Demme’s film (aided by Tak Fujimoto‘s typically gorgeous cinematography) is similarly saturated, in everything from the pastel green of Lulu’s car to the cornflower-blue thrift store suit Lulu dresses Charlie in before sneaking him into their high school reunion. Something Wild pops with this kind of lushness; sometimes, to break out of your shell, you just have to look the part. It doesn’t hurt, too, that Daniels and Griffith have crackerjack chemistry, the two young actors at the peak of their respective skills: Daniels as the hapless, perpetually-overwhelmed straight man, Griffith the breathy ingenue with glimmers of sadness just beneath the surface.
But just as Charlie is breaking away from the dullness of his Type-A finance bro lifestyle (and later, we learn, a broken marriage), Lulu is engaged in her own form of escape. As Charlie, and the audience, learns when they stop by her hometown, Lulu is actually Audrey, a bottle-blonde nice girl who escaped her small-town roots. She’s got an abusive husband (Ray Liotta, in an intense, blood-red debut) fresh out of prison, and when she and Charlie run into him at her high school reunion, Something Wild turns into something of a three-person domestic drama. Demme expertly wobbles the tone between screwball comedy and crime thriller in the film’s latter half, as Ray comes along to act as the steely-eyed fly in the ointment.

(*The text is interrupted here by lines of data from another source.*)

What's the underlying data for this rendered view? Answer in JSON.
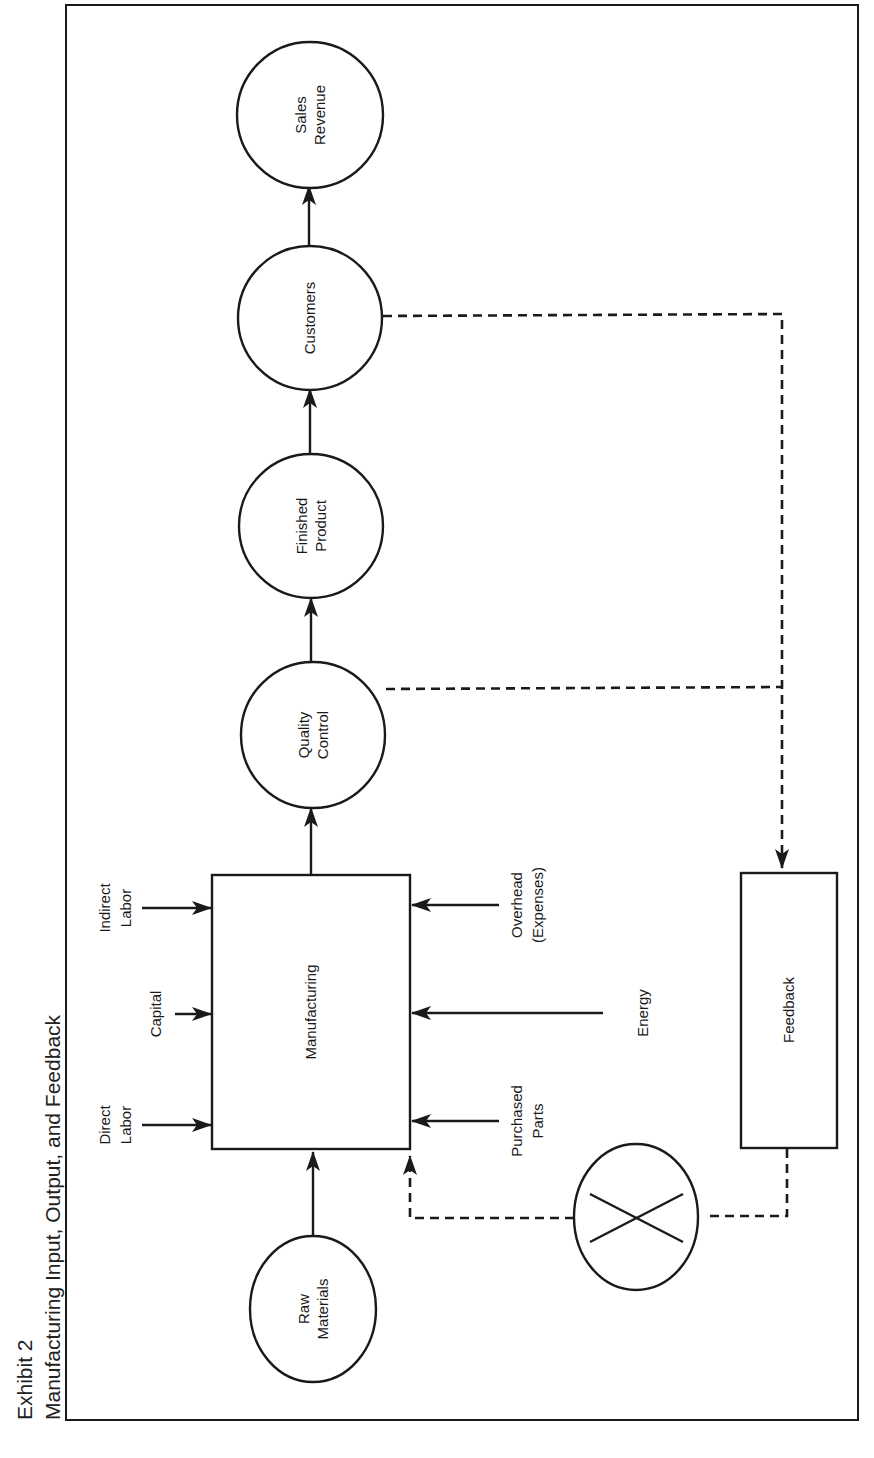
{
  "exhibit": {
    "number_label": "Exhibit 2",
    "title": "Manufacturing Input, Output, and Feedback"
  },
  "colors": {
    "line": "#1a1a1a",
    "background": "#ffffff"
  },
  "nodes": {
    "raw_materials": {
      "line1": "Raw",
      "line2": "Materials",
      "shape": "circle"
    },
    "manufacturing": {
      "label": "Manufacturing",
      "shape": "rectangle"
    },
    "quality_control": {
      "line1": "Quality",
      "line2": "Control",
      "shape": "circle"
    },
    "finished_product": {
      "line1": "Finished",
      "line2": "Product",
      "shape": "circle"
    },
    "customers": {
      "label": "Customers",
      "shape": "circle"
    },
    "sales_revenue": {
      "line1": "Sales",
      "line2": "Revenue",
      "shape": "circle"
    },
    "feedback": {
      "label": "Feedback",
      "shape": "rectangle"
    },
    "comparator": {
      "symbol": "X",
      "shape": "circle-with-cross"
    }
  },
  "inputs": {
    "direct_labor": {
      "line1": "Direct",
      "line2": "Labor"
    },
    "capital": {
      "label": "Capital"
    },
    "indirect_labor": {
      "line1": "Indirect",
      "line2": "Labor"
    },
    "purchased_parts": {
      "line1": "Purchased",
      "line2": "Parts"
    },
    "energy": {
      "label": "Energy"
    },
    "overhead": {
      "line1": "Overhead",
      "line2": "(Expenses)"
    }
  },
  "edges": [
    {
      "from": "Raw Materials",
      "to": "Manufacturing",
      "style": "solid"
    },
    {
      "from": "Direct Labor",
      "to": "Manufacturing",
      "style": "solid"
    },
    {
      "from": "Capital",
      "to": "Manufacturing",
      "style": "solid"
    },
    {
      "from": "Indirect Labor",
      "to": "Manufacturing",
      "style": "solid"
    },
    {
      "from": "Purchased Parts",
      "to": "Manufacturing",
      "style": "solid"
    },
    {
      "from": "Energy",
      "to": "Manufacturing",
      "style": "solid"
    },
    {
      "from": "Overhead (Expenses)",
      "to": "Manufacturing",
      "style": "solid"
    },
    {
      "from": "Manufacturing",
      "to": "Quality Control",
      "style": "solid"
    },
    {
      "from": "Quality Control",
      "to": "Finished Product",
      "style": "solid"
    },
    {
      "from": "Finished Product",
      "to": "Customers",
      "style": "solid"
    },
    {
      "from": "Customers",
      "to": "Sales Revenue",
      "style": "solid"
    },
    {
      "from": "Quality Control",
      "to": "Feedback",
      "style": "dashed"
    },
    {
      "from": "Customers",
      "to": "Feedback",
      "style": "dashed"
    },
    {
      "from": "Feedback",
      "to": "Comparator",
      "style": "dashed"
    },
    {
      "from": "Comparator",
      "to": "Manufacturing",
      "style": "dashed"
    }
  ]
}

Something Wild pops with this kind of lushness; sometimes, to break out of your shell, you just have to look the part.
It’s here that Something Wild barrels towards inevitable tragedy, as Charlie must be broken down and reinvent himself to rescue Audrey from Ray’s violent possessiveness. Gone is the pressed-and-starched business suit, favoring a backwards cap, pink Hawaiian shirt, and goofy shorts (along with Lulu’s bright-blue shades, adorned with little astronauts on the frames). He’s hardly a knight in shining armor, but he’s thrown away the buttoned-down expectations of ’80s masculinity to embrace his inner dork. In so doing, he becomes the hero he was meant to be. Charles and Audrey may be unhappy as they are, but Charlie and Lulu? Those selves have meaning.
In anticipation of Something Wild‘s bloody ending, Lulu asks Charlie late in the film, “What are you gonna do now that you’ve seen how the other half lives?” “The other half?” he asks. “The other half of you.” There’s a freedom in his newfound liberation, but there’s fear as well. Can he reconcile the two halves of himself? Can Lulu/Audrey? Is this kind of wild ride sustainable for them in the long term? Demme doesn’t offer easy answers. He’s just content to let the question linger in Charlie’s brains, and subsequently in ours.
Something Wild is a film about reinvention, an escape from the physical violence of assholes like Ray and the financial violence of Charlie’s investment bank. Instead, Demme asks us to look to the margins — to the small American towns replete with quirky billboards and vibrant characters, as well as the music and culture of people of color. His ‘true’ America is in John Waters’ conspiratorial car salesman, John Sayles’ friendly motorcycle cop, or Sister Carol bobbing her hips to the catchy beat of “Wild Thing.” It’s here that Demme finds his home, and Something Wild finds its rebellious, infectious heart.